I made the trip out to Bullock’s with Brother Jobe the following morning. They’d sent a young man over the night before to notify me to be ready. It was more like being issued instructions through a subaltern than being invited along on a social call, but I didn’t hassle the messenger about it. I went over to the old high school at nine o’clock in the morning, as instructed. The New Faithers were turning the old school bus garage into a barn with thirty stalls and had fenced off the adjacent baseball field into four paddocks. They had twenty-odd horses, several mules, and a big tan jackass, not counting that team of handsome blacks hitched to the Foley cart, and they seemed all set up for breeding operations now. A muscular chestnut stallion grazed in a separate paddock on the hillside beside the old school cafeteria.
“I see you like horses?” Brother Jobe said.
“I do.”
“There’s a lot to like there,” he said and bid me to climb aboard the rig. We took off at a trot.
It felt grand to sit high up behind that team and exhilarating to move so swiftly down the street, like the dream I had about the magic chair. He drove confidently. There was nothing I had yet seen that he was not confident about. The few people out on Main Street stopped to watch as we flew by. The temperature was rising, though, and he slowed the horses to a walk as soon as we got outside of town where there was no more need to show off, and the pavements got bad again. We passed the ruins of the Toyota dealership with its defunct lighting standards lording over a phantom inventory of sumac bushes where the Land Cruisers and Priuses used to sit parked in enticing ranks.
“I have work for you, old son,” he said.
“You’re not of any age to be my daddy,” I said.
“Figure of speech,” he said. “Relax.”
“You’re a cheeky son of a gun.”
“’Course I am. I’m a leader of men,” he said and cackled and gave me a little poke in the ribs. “Word is you are a fine woodworker.”
“Is that so?”
“You any good, then?”
“I’m plenty busy so I must be good enough.”
“Like I was saying.”
“You have plenty of hands among your followers,” I said. “Surely some of them are carpenters.”
“They’re coming along. I’d like for them to work with you, though. Learn a thing or two. There’s a particular special job over our way that needs doing.”
“What would that be?”
“You come by, I’ll show you.”
“Are you trying to recruit me?”
“Wouldn’t dream of it.”
“Just so we understand each other.”
“Oh, I think we do. No strings attached.”
“I hear you’ve been coming around the young widow’s house.”
“We’ve dropped by, like everybody else, trying to help out.”
“You’re leaning on her to come over your way?”
“What’s wrong with that? You all bring her pies and meal and joints of meat. We offer that and more. We offer warm hearts and busy hands and shelter from the storm-and let me tell you, old son, in case you ain’t noticed, we got plenty of bad weather out there.”

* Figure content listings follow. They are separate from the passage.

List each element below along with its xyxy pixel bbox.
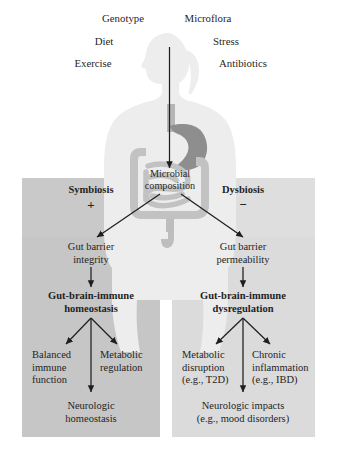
gut-barrier-permeability-label: Gut barrier permeability bbox=[183, 241, 303, 266]
dysregulation-line1: Gut-brain-immune bbox=[176, 290, 310, 303]
influence-exercise: Exercise bbox=[74, 57, 111, 70]
gut-barrier-permeability-line1: Gut barrier bbox=[183, 241, 303, 254]
neurologic-impacts-label: Neurologic impacts (e.g., mood disorders… bbox=[168, 400, 318, 425]
microbial-composition-label: Microbial composition bbox=[124, 168, 216, 192]
neurologic-impacts-line2: (e.g., mood disorders) bbox=[168, 413, 318, 426]
diagram-text: Genotype Microflora Diet Stress Exercise… bbox=[0, 0, 339, 455]
dysbiosis-minus-sign: − bbox=[239, 198, 246, 211]
metabolic-disruption-label: Metabolic disruption (e.g., T2D) bbox=[182, 349, 244, 387]
gut-barrier-integrity-label: Gut barrier integrity bbox=[36, 241, 146, 266]
gut-brain-axis-figure: Genotype Microflora Diet Stress Exercise… bbox=[0, 0, 339, 455]
gut-barrier-integrity-line2: integrity bbox=[36, 254, 146, 267]
influence-antibiotics: Antibiotics bbox=[219, 57, 267, 70]
microbial-composition-line1: Microbial bbox=[124, 168, 216, 180]
gut-barrier-integrity-line1: Gut barrier bbox=[36, 241, 146, 254]
balanced-immune-line1: Balanced bbox=[32, 349, 88, 362]
gut-brain-immune-dysregulation-label: Gut-brain-immune dysregulation bbox=[176, 290, 310, 315]
homeostasis-line2: homeostasis bbox=[25, 303, 157, 316]
chronic-inflammation-line1: Chronic bbox=[252, 349, 322, 362]
microbial-composition-line2: composition bbox=[124, 180, 216, 192]
influence-stress: Stress bbox=[213, 35, 239, 48]
metabolic-regulation-line1: Metabolic bbox=[100, 349, 160, 362]
neurologic-impacts-line1: Neurologic impacts bbox=[168, 400, 318, 413]
influence-microflora: Microflora bbox=[185, 12, 232, 25]
gut-barrier-permeability-line2: permeability bbox=[183, 254, 303, 267]
balanced-immune-line2: immune bbox=[32, 362, 88, 375]
metabolic-disruption-line2: disruption bbox=[182, 362, 244, 375]
influence-genotype: Genotype bbox=[102, 12, 144, 25]
chronic-inflammation-line2: inflammation bbox=[252, 362, 322, 375]
influence-diet: Diet bbox=[95, 35, 114, 48]
neurologic-homeostasis-line1: Neurologic bbox=[31, 400, 151, 413]
balanced-immune-function-label: Balanced immune function bbox=[32, 349, 88, 387]
chronic-inflammation-line3: (e.g., IBD) bbox=[252, 374, 322, 387]
dysregulation-line2: dysregulation bbox=[176, 303, 310, 316]
balanced-immune-line3: function bbox=[32, 374, 88, 387]
homeostasis-line1: Gut-brain-immune bbox=[25, 290, 157, 303]
neurologic-homeostasis-line2: homeostasis bbox=[31, 413, 151, 426]
chronic-inflammation-label: Chronic inflammation (e.g., IBD) bbox=[252, 349, 322, 387]
neurologic-homeostasis-label: Neurologic homeostasis bbox=[31, 400, 151, 425]
metabolic-regulation-label: Metabolic regulation bbox=[100, 349, 160, 374]
symbiosis-label: Symbiosis bbox=[69, 184, 114, 197]
metabolic-regulation-line2: regulation bbox=[100, 362, 160, 375]
gut-brain-immune-homeostasis-label: Gut-brain-immune homeostasis bbox=[25, 290, 157, 315]
metabolic-disruption-line1: Metabolic bbox=[182, 349, 244, 362]
metabolic-disruption-line3: (e.g., T2D) bbox=[182, 374, 244, 387]
dysbiosis-label: Dysbiosis bbox=[222, 184, 264, 197]
symbiosis-plus-sign: + bbox=[87, 198, 94, 211]
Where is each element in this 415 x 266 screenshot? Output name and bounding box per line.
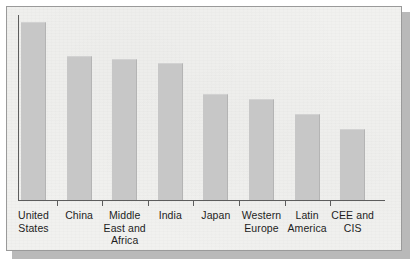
label-line: Western <box>240 209 283 222</box>
bar <box>203 94 228 200</box>
x-axis-category-label: CEE andCIS <box>331 209 374 234</box>
label-line: East and <box>103 222 146 235</box>
label-line: India <box>149 209 192 222</box>
label-line: Middle <box>103 209 146 222</box>
bar <box>21 22 46 200</box>
bar <box>249 99 274 200</box>
label-line: Japan <box>194 209 237 222</box>
x-axis-category-label: China <box>58 209 101 222</box>
x-axis-tick <box>330 200 331 206</box>
x-axis-category-label: LatinAmerica <box>286 209 329 234</box>
label-line: CEE and <box>331 209 374 222</box>
label-line: Europe <box>240 222 283 235</box>
label-line: CIS <box>331 222 374 235</box>
x-axis-category-label: UnitedStates <box>12 209 55 234</box>
x-axis-category-labels: UnitedStatesChinaMiddleEast andAfricaInd… <box>18 209 396 251</box>
bar <box>158 63 183 200</box>
x-axis-category-label: MiddleEast andAfrica <box>103 209 146 247</box>
label-line: China <box>58 209 101 222</box>
x-axis-tick <box>285 200 286 206</box>
label-line: America <box>286 222 329 235</box>
label-line: United <box>12 209 55 222</box>
x-axis-category-label: India <box>149 209 192 222</box>
plot-area <box>18 15 396 201</box>
label-line: Africa <box>103 234 146 247</box>
x-axis-tick <box>193 200 194 206</box>
bar-series <box>18 15 396 201</box>
bar <box>295 114 320 200</box>
x-axis-category-label: WesternEurope <box>240 209 283 234</box>
x-axis-category-label: Japan <box>194 209 237 222</box>
x-axis-tick <box>239 200 240 206</box>
chart-panel: UnitedStatesChinaMiddleEast andAfricaInd… <box>6 6 402 251</box>
bar <box>67 56 92 200</box>
bar <box>112 59 137 200</box>
x-axis-tick <box>102 200 103 206</box>
label-line: Latin <box>286 209 329 222</box>
bar <box>340 129 365 200</box>
x-axis-tick <box>148 200 149 206</box>
figure-root: UnitedStatesChinaMiddleEast andAfricaInd… <box>0 0 415 266</box>
label-line: States <box>12 222 55 235</box>
x-axis-tick <box>57 200 58 206</box>
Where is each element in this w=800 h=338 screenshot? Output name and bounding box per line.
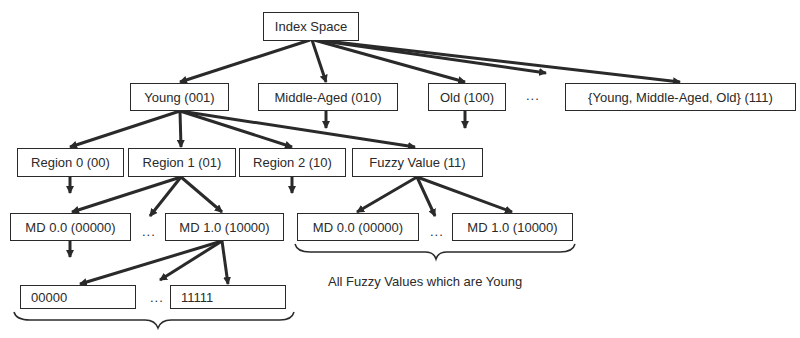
- fuzzy-values-caption: All Fuzzy Values which are Young: [328, 274, 522, 289]
- node-label: Index Space: [275, 19, 347, 34]
- node-label: MD 0.0 (00000): [25, 220, 115, 235]
- node-label: MD 1.0 (10000): [179, 220, 269, 235]
- node-label: MD 0.0 (00000): [313, 220, 403, 235]
- node-region-2: Region 2 (10): [239, 148, 346, 177]
- node-all-ages: {Young, Middle-Aged, Old} (111): [565, 83, 796, 111]
- node-label: 00000: [31, 290, 67, 305]
- node-label: Middle-Aged (010): [275, 90, 382, 105]
- node-label: Region 2 (10): [253, 155, 332, 170]
- node-md-1-region1: MD 1.0 (10000): [165, 213, 284, 241]
- node-md-1-fuzzy: MD 1.0 (10000): [452, 213, 573, 241]
- node-label: {Young, Middle-Aged, Old} (111): [588, 90, 773, 105]
- node-label: 11111: [181, 290, 213, 305]
- node-label: Region 1 (01): [143, 155, 222, 170]
- ellipsis: ...: [430, 224, 444, 239]
- node-label: Fuzzy Value (11): [369, 155, 465, 170]
- node-label: Region 0 (00): [31, 155, 110, 170]
- ellipsis: ...: [142, 224, 156, 239]
- node-bits-11111: 11111: [170, 285, 286, 309]
- node-young: Young (001): [130, 83, 229, 111]
- node-old: Old (100): [428, 83, 506, 111]
- node-label: Young (001): [144, 90, 214, 105]
- node-md-0-region1: MD 0.0 (00000): [10, 213, 131, 241]
- node-region-1: Region 1 (01): [128, 148, 236, 177]
- ellipsis: ...: [150, 290, 164, 305]
- node-index-space: Index Space: [263, 12, 359, 41]
- node-bits-00000: 00000: [20, 285, 136, 309]
- node-label: MD 1.0 (10000): [467, 220, 557, 235]
- node-label: Old (100): [440, 90, 494, 105]
- node-region-0: Region 0 (00): [17, 148, 124, 177]
- node-md-0-fuzzy: MD 0.0 (00000): [297, 213, 419, 241]
- node-middle-aged: Middle-Aged (010): [258, 83, 398, 111]
- ellipsis: ...: [526, 88, 540, 103]
- node-fuzzy-value: Fuzzy Value (11): [352, 148, 483, 177]
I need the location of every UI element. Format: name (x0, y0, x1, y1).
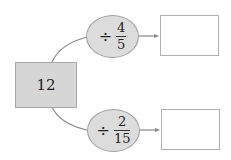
divide-sign: ÷ (99, 27, 112, 46)
start-value: 12 (36, 76, 55, 94)
denominator: 15 (114, 132, 131, 146)
divide-sign: ÷ (97, 121, 110, 140)
operation-top-ellipse: ÷ 4 5 (86, 15, 139, 58)
denominator: 5 (117, 38, 125, 52)
operation-bottom-ellipse: ÷ 2 15 (87, 109, 140, 152)
start-number-box: 12 (15, 62, 77, 108)
answer-box-bottom[interactable] (161, 109, 220, 150)
numerator: 4 (117, 21, 125, 35)
fraction-bottom: 2 15 (114, 115, 131, 146)
answer-box-top[interactable] (160, 15, 219, 56)
fraction-top: 4 5 (116, 21, 126, 52)
numerator: 2 (118, 115, 126, 129)
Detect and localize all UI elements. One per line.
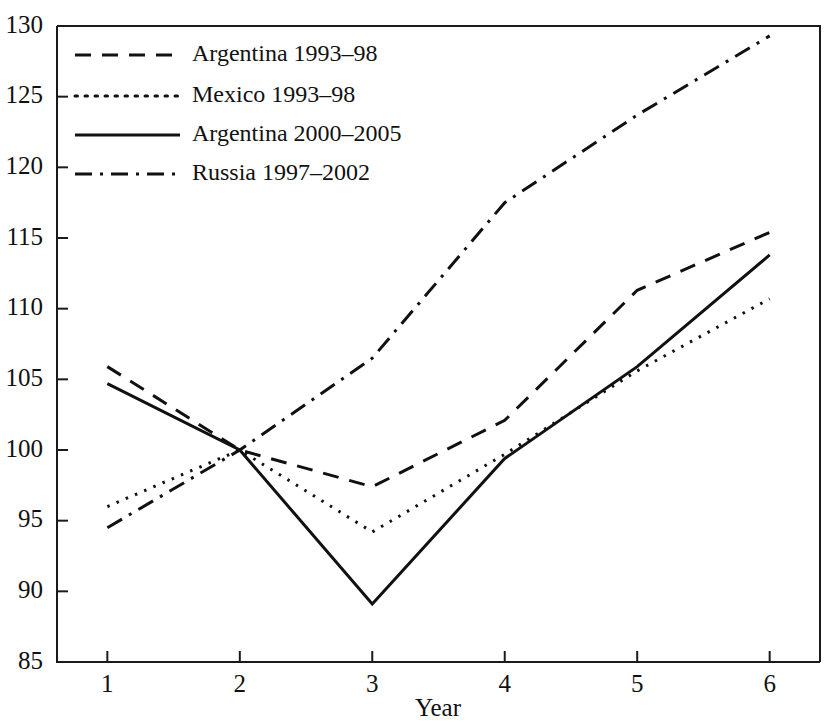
line-chart: 859095100105110115120125130 123456 Year …	[0, 0, 839, 723]
series-line-0	[107, 232, 769, 486]
plot-frame	[57, 26, 820, 662]
y-tick-label: 90	[18, 576, 43, 603]
series-line-1	[107, 299, 769, 532]
legend-label: Russia 1997–2002	[192, 159, 370, 185]
legend-item-3: Russia 1997–2002	[75, 159, 370, 185]
y-tick-label: 100	[6, 435, 44, 462]
legend-item-2: Argentina 2000–2005	[75, 120, 402, 146]
x-tick-label: 4	[498, 670, 511, 697]
x-tick-label: 5	[631, 670, 644, 697]
x-axis-title: Year	[415, 694, 462, 721]
legend-item-1: Mexico 1993–98	[75, 81, 355, 107]
y-axis-tick-marks	[57, 97, 68, 592]
y-tick-label: 125	[6, 81, 44, 108]
y-tick-label: 115	[6, 223, 43, 250]
series-line-3	[107, 36, 769, 528]
legend-label: Argentina 2000–2005	[192, 120, 402, 146]
y-tick-label: 110	[6, 293, 43, 320]
y-axis-tick-labels: 859095100105110115120125130	[6, 11, 44, 674]
legend-label: Argentina 1993–98	[192, 40, 378, 66]
x-tick-label: 6	[763, 670, 776, 697]
x-axis-tick-marks	[107, 651, 769, 662]
y-tick-label: 105	[6, 364, 44, 391]
legend-item-0: Argentina 1993–98	[75, 40, 378, 66]
x-tick-label: 2	[234, 670, 247, 697]
y-tick-label: 120	[6, 152, 44, 179]
y-tick-label: 85	[18, 647, 43, 674]
legend-label: Mexico 1993–98	[192, 81, 355, 107]
chart-legend: Argentina 1993–98Mexico 1993–98Argentina…	[75, 40, 402, 185]
x-tick-label: 1	[101, 670, 114, 697]
x-axis-tick-labels: 123456	[101, 670, 776, 697]
y-tick-label: 95	[18, 505, 43, 532]
x-tick-label: 3	[366, 670, 379, 697]
chart-figure: 859095100105110115120125130 123456 Year …	[0, 0, 839, 723]
y-tick-label: 130	[6, 11, 44, 38]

We rolled on for a while without speaking, and I couldn’t resist the sheer enjoyment of the journey. The landscape had changed so much over the years. A lot of what had been forsaken, leftover terrain in the old days, was coming back into cultivation, mostly corn, some barley, oats, hay, and lots of fruit trees. Everywhere that had been a parking lot, the pavement was breaking up and growing over with scrub, sumac, and poplar mostly. The roadside corn mercial buildings going out of town to the west were in various stages of slow disassembly: the discount beverage warehouse, the strip mall where the movie rental, dollar store, and a Chinese takeout joint used to be. All the metal was stripped off. One particular building fascinated me whenever I came out this way: a bungalow that obviously once had been a regular house before it was engulfed by commercial sprawl, probably in the 1970s. The bungalow had finally evolved into a gift shop selling all kinds of poorly made and perfectly useless handicrafts to motor tourists bored by the interminable hours behind the wheel and desperate for any excuse to stop for a while. The word Gifts was still there in fading four-foothigh letters on the asphalt shingle roof.